Pope warns against environmental-risk activities

President Uhuru Kenyatta welcomes His Holiness Pope Francis at State House, Nairobi. Pope Francis has issued a warning against illegal trade in wildlife and minerals such as diamonds and precious stones, which he says “fuels political instability, organized crime and terrorism.” PHOTO | NATION MEDIA GROUP

What you need to know:

  • He said it would be “catastrophic” for world leaders to let special interest groups get in the way of a global agreement in the Paris talks to curb fossil fuel emissions.
  • Unep Executive Director Achim Steiner praised Pope Francis’ moral leadership on the issues of climate change and environment, saying it added global momentum to efforts to close the emissions gap and implement Sustainable Development Goals (SDGs).

Pope Francis has issued a warning against illegal trade in wildlife and minerals such as diamonds and precious stones, which he says “fuels political instability, organized crime and terrorism.”

Terming the illegal trade in rare metals or those of great strategic value, wood, biological material and animal products, such as ivory trafficking and the relative killing of elephants as “a cry rising up from humanity and the earth itself, one which needs to be heard by the international community.”
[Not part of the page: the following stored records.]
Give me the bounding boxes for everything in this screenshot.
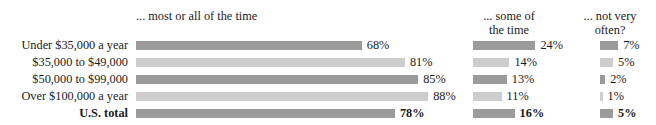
bar-value-some-of-the-time: 13% bbox=[512, 72, 535, 87]
bar-most-or-all bbox=[136, 92, 428, 101]
bar-most-or-all bbox=[136, 41, 362, 50]
bar-most-or-all bbox=[136, 109, 395, 118]
bar-some-of-the-time bbox=[473, 41, 535, 50]
chart-row: $50,000 to $99,00085%13%2% bbox=[0, 72, 656, 87]
bar-value-some-of-the-time: 11% bbox=[507, 89, 529, 104]
column-header-most-or-all: ... most or all of the time bbox=[136, 10, 257, 24]
chart-row: $35,000 to $49,00081%14%5% bbox=[0, 55, 656, 70]
chart-row: Over $100,000 a year88%11%1% bbox=[0, 89, 656, 104]
row-label: $35,000 to $49,000 bbox=[0, 55, 128, 70]
bar-value-some-of-the-time: 14% bbox=[514, 55, 537, 70]
column-header-not-line1: ... not very bbox=[584, 9, 637, 23]
column-header-some-line2: the time bbox=[466, 24, 552, 38]
column-header-some-line1: ... some of bbox=[483, 9, 535, 23]
bar-not-very-often bbox=[600, 75, 605, 84]
bar-value-most-or-all: 85% bbox=[423, 72, 446, 87]
bar-value-most-or-all: 81% bbox=[410, 55, 433, 70]
column-header-some-of-the-time: ... some of the time bbox=[466, 10, 552, 37]
bar-some-of-the-time bbox=[473, 58, 509, 67]
bar-most-or-all bbox=[136, 75, 418, 84]
bar-some-of-the-time bbox=[473, 92, 502, 101]
bar-most-or-all bbox=[136, 58, 405, 67]
bar-not-very-often bbox=[600, 58, 613, 67]
bar-not-very-often bbox=[600, 41, 618, 50]
row-label: $50,000 to $99,000 bbox=[0, 72, 128, 87]
bar-value-most-or-all: 88% bbox=[433, 89, 456, 104]
column-header-not-very-often: ... not very often? bbox=[566, 10, 654, 37]
bar-value-not-very-often: 7% bbox=[623, 38, 639, 53]
row-label: Over $100,000 a year bbox=[0, 89, 128, 104]
chart-row: Under $35,000 a year68%24%7% bbox=[0, 38, 656, 53]
row-label: U.S. total bbox=[0, 106, 128, 121]
column-header-not-line2: often? bbox=[566, 24, 654, 38]
row-label: Under $35,000 a year bbox=[0, 38, 128, 53]
grouped-bar-chart: ... most or all of the time ... some of … bbox=[0, 0, 656, 125]
bar-value-most-or-all: 78% bbox=[400, 106, 425, 121]
bar-not-very-often bbox=[600, 109, 613, 118]
bar-value-some-of-the-time: 16% bbox=[520, 106, 545, 121]
bar-value-not-very-often: 5% bbox=[618, 55, 634, 70]
bar-some-of-the-time bbox=[473, 75, 507, 84]
cutoff-title-sliver bbox=[0, 0, 656, 5]
column-header-most-or-all-label: ... most or all of the time bbox=[136, 9, 257, 23]
bar-value-most-or-all: 68% bbox=[367, 38, 390, 53]
chart-row: U.S. total78%16%5% bbox=[0, 106, 656, 121]
bar-some-of-the-time bbox=[473, 109, 515, 118]
bar-value-not-very-often: 2% bbox=[610, 72, 626, 87]
bar-value-some-of-the-time: 24% bbox=[540, 38, 563, 53]
bar-value-not-very-often: 1% bbox=[608, 89, 624, 104]
bar-not-very-often bbox=[600, 92, 603, 101]
bar-value-not-very-often: 5% bbox=[618, 106, 636, 121]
The spoke on Thursday when he visited the global headquarters of the United Nations Environment Programme (Unep) in Nairobi.

He said Africa offers the world a beauty and natural richness, which inspire praise of the Creator.

He however decried that this is constantly exposed to the risk of destruction caused by human selfishness of every type and by the abuse of situations of poverty and exclusion.

“In the context of economic relationships between States and between peoples, we cannot be silent about forms of illegal trafficking which arise in situations of poverty and in turn lead to greater poverty and exclusion,” said the Pope in his nearly 28 minutes address in Nairobi.

His statements come barely four days before world leaders meet in Paris, France, for a climate change conference dubbed COP21.

He said it would be “catastrophic” for world leaders to let special interest groups get in the way of a global agreement in the Paris talks to curb fossil fuel emissions.

“It would be sad, and dare I say even catastrophic, were special interests to prevail over the common good and lead to manipulating information in order to protect their own plans and interests,” said the Pope.

The Pope spoke hours after he celebrated a public Mass at the University of Nairobi sports ground where the Argentine pope received a joyous celebration and cheers in the morning mass.

Pope Francis does not shy away from ecological concerns, issues that have marked his papacy which have among other things included a landmark encyclical that called on environment preservation and care for the young, elderly and the ill.

CARING FOR THE ENVIRONMENT

Unep Executive Director Achim Steiner praised Pope Francis’ moral leadership on the issues of climate change and environment, saying it added global momentum to efforts to close the emissions gap and implement Sustainable Development Goals (SDGs).

“Addressing the world just a few days before the Paris climate conference, with the future of this planet hanging in the balance, you (Pope Francis) reminds world leaders, business leaders and individual citizens that we each have not only a responsibility, but an obligation to act on what our conscience tells us to be right,” Mr Steiner said.

“In this pivotal year, your powerful notion of the ‘globalization of indifference’ speaks to the heart of the practical and ethical challenges ahead: both to reach a climate change agreement in Paris and to deliver it within the much broader, holistic spectrum of sustainable development that must leave no one behind.”

Pope Francis planted a tree, the Olea capensis, an indigenous tree found across the continent of Africa, on the grounds of the UN headquarters before his talk.

Pope Francis said: “Planting a tree is first and foremost an invitation to continue the battle against phenomena like deforestation and desertification,” he said.

“Planting a tree is also an incentive to keep trusting, hoping, and above all working in practice to reverse all those situations of injustice and deterioration which we currently experience.”

Mr Steiner took Pope Francis on a tour of the Unep offices, a sustainable facility powered largely by solar panels, to demonstrate renewable energy and energy efficiency in practice.

There, Mr Steiner presented Pope Francis with an elephant created from discarded flip-flops (a product designed to draw attention to the issue of marine litter and plastic waste) as a token of his appreciation for the Pope’s commitment to the environment.